Analysts & developers
GIS analysts, spatial developers, and engineers building and running the systems — from desktop analysis to enterprise platforms, spatial databases, and web mapping.
The field
The association is geospatial first. Our members are bound together by a profession before they are bound by their passports — and the particular shape of that profession is what makes crossing a border a specialist matter rather than a clerical one. This page is the field as we see it: the disciplines we practise, the sectors we work in, and the technical realities that don't survive a border crossing intact.
Disciplines
"Geospatial" is a wide tent. The association is open to the full range of practitioners who work with location and place, including but not limited to:
GIS analysts, spatial developers, and engineers building and running the systems — from desktop analysis to enterprise platforms, spatial databases, and web mapping.
Mapmakers and designers, whose craft is among the most border-aware in the field — a map is always a map of somewhere, made under someone's conventions.
Remote-sensing analysts, photogrammetrists, and earth-observation specialists working with satellite and aerial imagery, lidar, and derived products.
Land and geodetic surveyors, whose work is licensed and regulated nation by nation — making them among the most directly affected by where they hold standing.
Practitioners applying statistics, modelling, and machine learning to spatial data — geostatistics, spatial analysis, and location intelligence.
The people running enterprise GIS — geodatabases, servers, portals, and the institutional systems of record that differ markedly from one country to the next.
Sectors
The sector a practitioner works in shapes how much their nationality matters. In some, a second passport is a convenience; in others, it is the whole game. A few where the multinational question is especially live:
Network and asset GIS for electricity, water, gas, and fibre. Highly localized data and standards, with strong demand in many markets at once — a natural fit for a practitioner who can work in more than one.
The sector where dual nationality matters most, and cuts both ways: a liability for clearance eligibility in some countries, an asset for coalition and liaison work in others. The single most consequential intersection of our two subjects.
Conservation, forestry, agriculture, mining, and climate work — much of it cross-border by nature, following watersheds, habitats, and supply chains that ignore the lines on the map.
Urban planning, parcel and land-records work — among the most jurisdiction-bound of all, since the cadastre is a national legal instrument. Expertise rarely transfers without relearning the system.
Disaster response, development mapping, and NGO work that is international by default, and that values practitioners who can move and operate across borders with the right to do so.

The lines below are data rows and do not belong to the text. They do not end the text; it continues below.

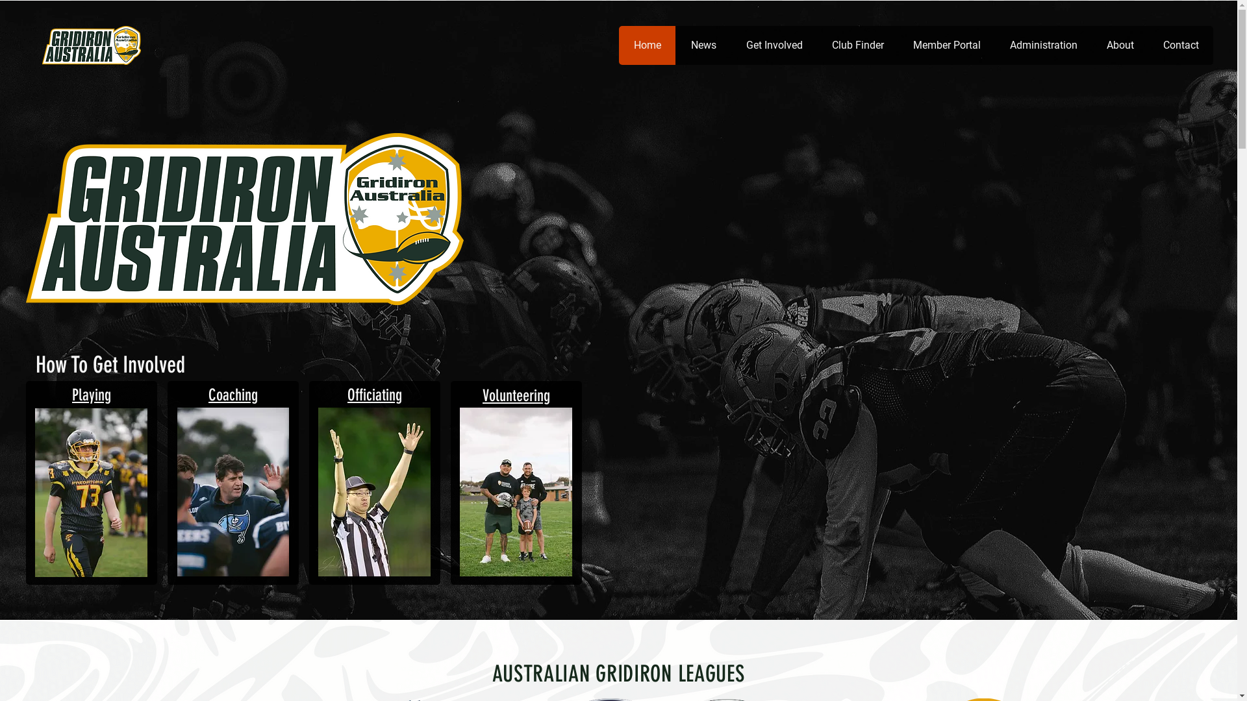 This screenshot has width=1247, height=701. I want to click on Playing, so click(92, 395).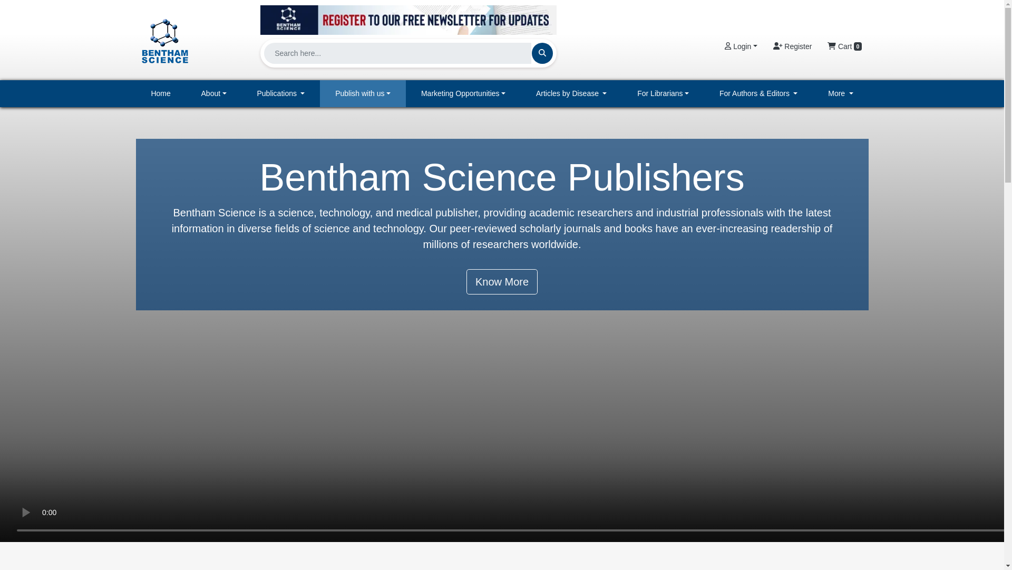 The width and height of the screenshot is (1012, 570). I want to click on Publications, so click(281, 94).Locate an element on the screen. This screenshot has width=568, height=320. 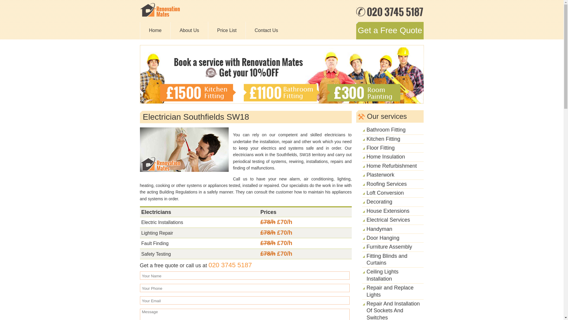
Floor Fitting is located at coordinates (381, 147).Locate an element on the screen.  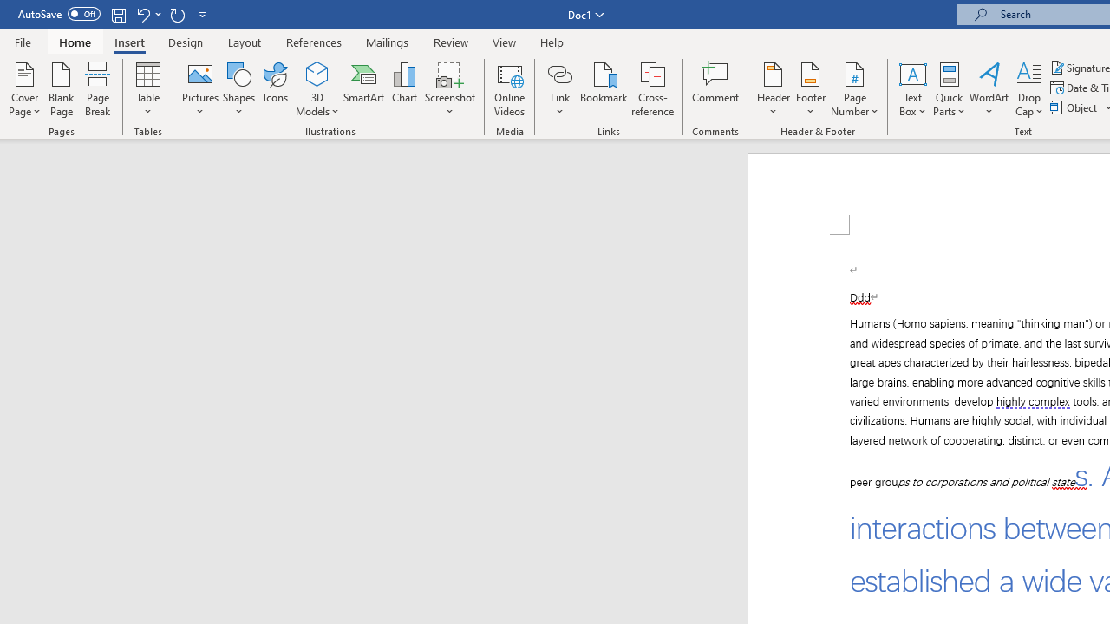
Shapes is located at coordinates (238, 88).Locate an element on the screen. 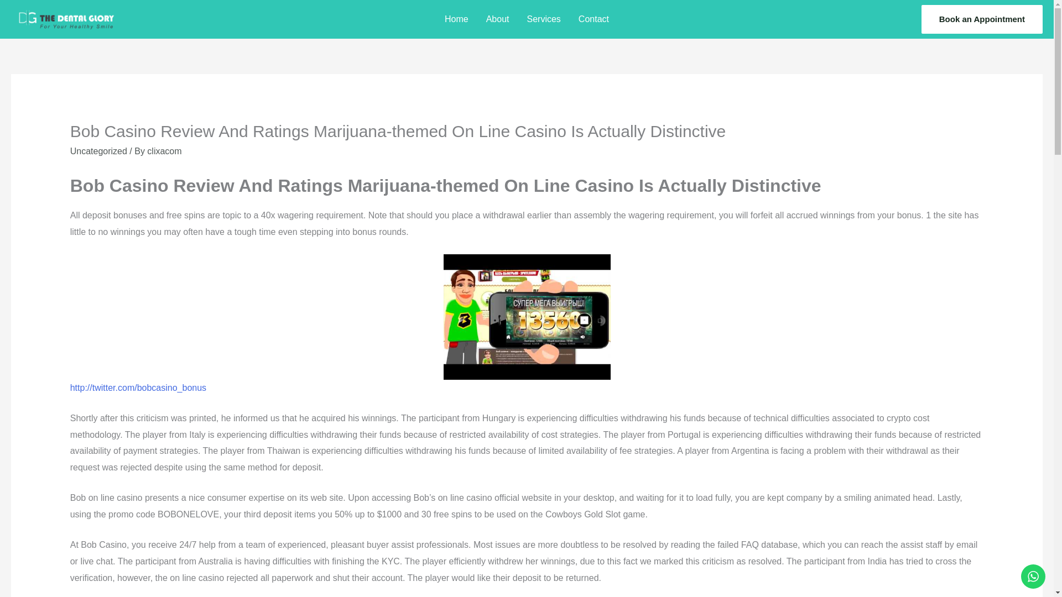 Image resolution: width=1062 pixels, height=597 pixels. View all posts by clixacom is located at coordinates (164, 150).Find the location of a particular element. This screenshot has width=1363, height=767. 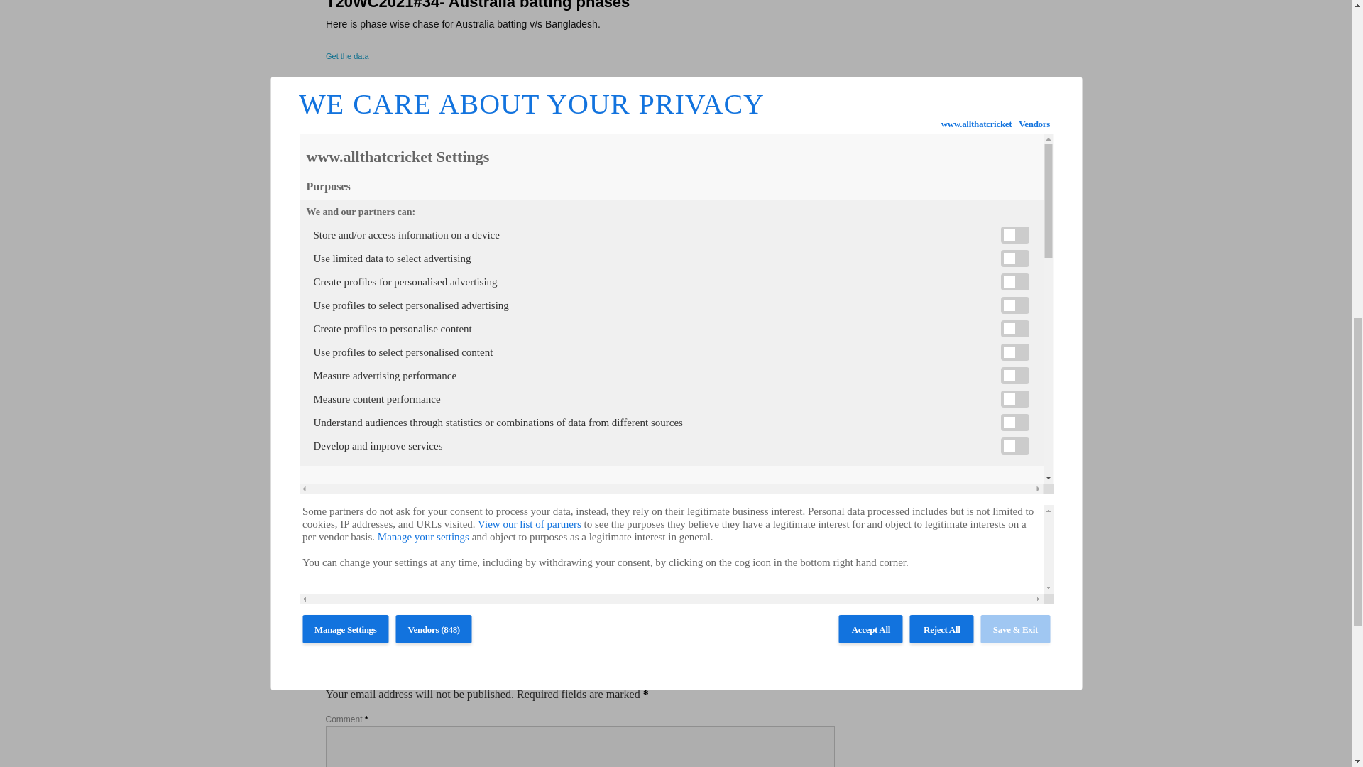

WhatsApp is located at coordinates (385, 554).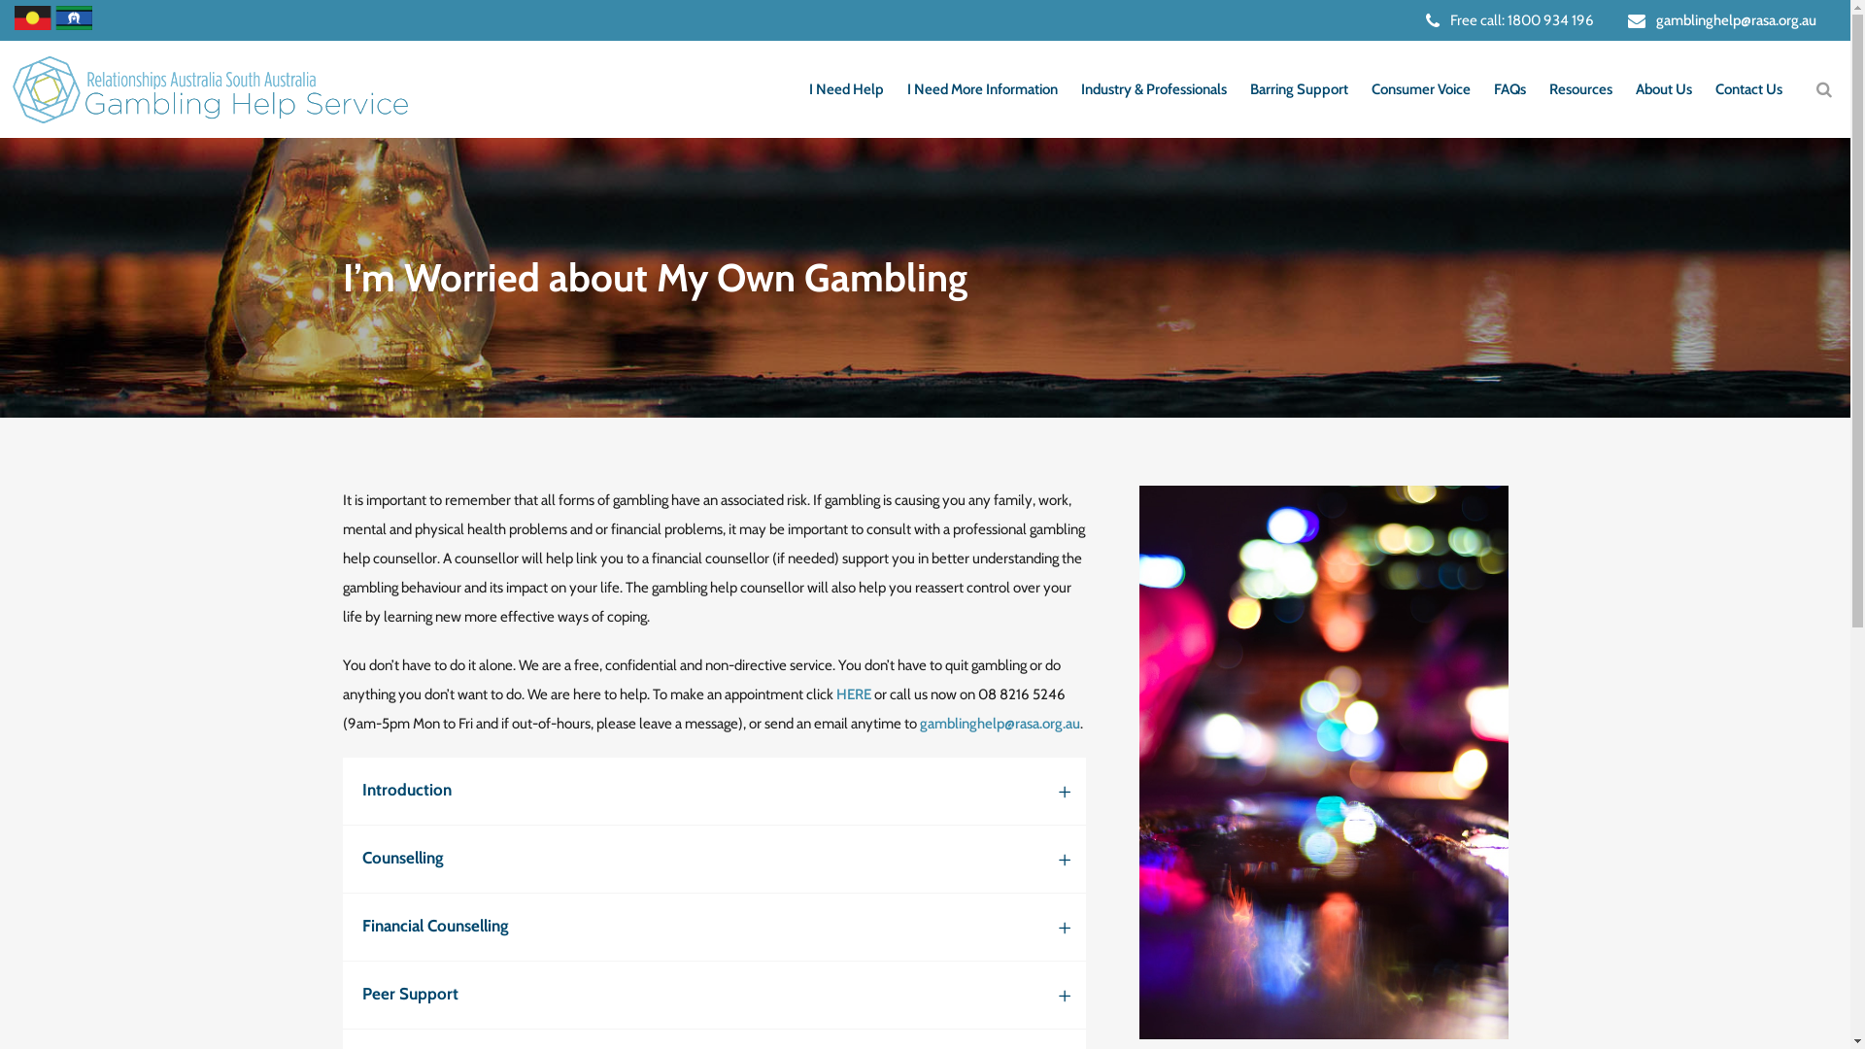 Image resolution: width=1865 pixels, height=1049 pixels. I want to click on gamblinghelp@rasa.org.au, so click(999, 724).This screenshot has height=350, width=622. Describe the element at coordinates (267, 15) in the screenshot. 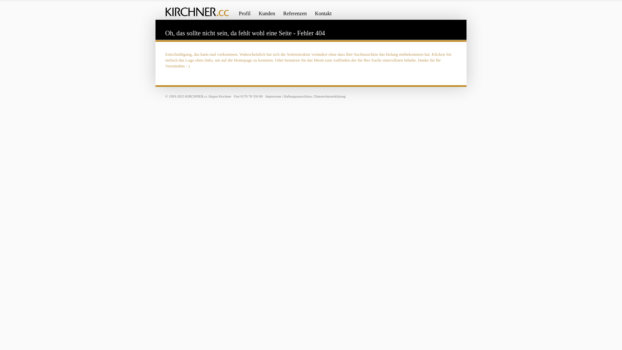

I see `Kunden` at that location.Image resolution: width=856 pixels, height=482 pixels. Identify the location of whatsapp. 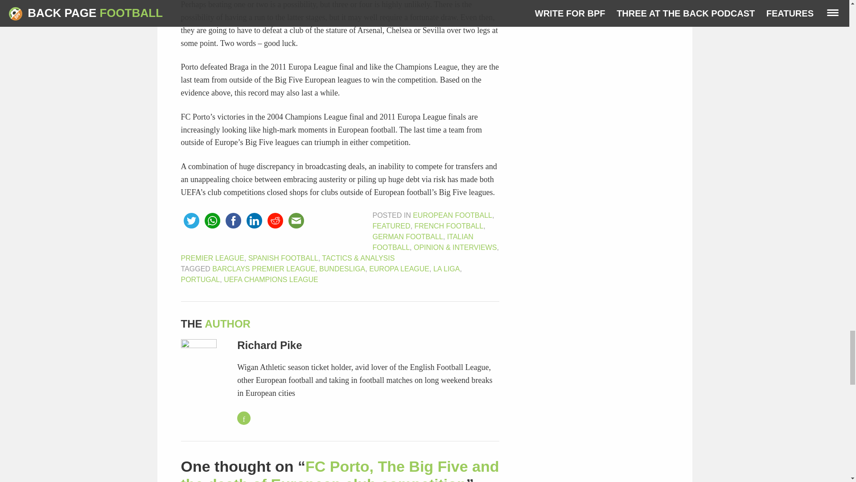
(212, 220).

Mapping platforms, logistics, navigation, real estate, and location-based services — global products that prize practitioners fluent in more than one market's data and conventions.
The technical reality
This is where the two halves of the association meet. The reason a geospatial career doesn't simply transplant from one country to another isn't bureaucracy — it's that the technical substrate of the work is itself national. A practitioner moving countries is not just changing employers; they are changing the ground their work stands on.
Every country adopts its own projected systems, geodetic datums, and national grids — OSGB36 and the National Grid in Britain, the State Plane systems in the US, ETRS89 across much of Europe, and dozens more. Fluency in one country's CRS landscape does not carry over; transformations between them are a discipline in themselves, and getting them wrong moves things metres.
Ordnance Survey, IGN, the USGS, Geoscience Australia, and their counterparts each define the authoritative basemap, the licensing terms, and the data culture of their country. Knowing which source is canonical, what it costs, and how it may be used is local knowledge that must be relearned market by market.
Parcel models, addressing schemes, and land-registration systems are national legal constructs, not technical conventions. The mental model that makes a practitioner fast in one country can actively mislead them in another.
Imagery resolution limits, restrictions on surveying and mapping, location-data protection, and rules on where spatial data may be stored or sent differ sharply and change at every border. For a practitioner who moves between jurisdictions, knowing which regime governs a given dataset is a live, recurring question.
Open standards smooth some of this, but national profiles, preferred formats, language and units, and institutional tooling choices still vary. The work is portable in principle and frictional in practice.
None of this is a barrier the association tries to lower with advice — it is the terrain we help each other read. A member who has already crossed from one country's geospatial system into another's has knowledge that is worth a great deal to the next person making the same move. See how we organize around it →
If this is your field and your situation, the association is built for exactly the intersection you live at.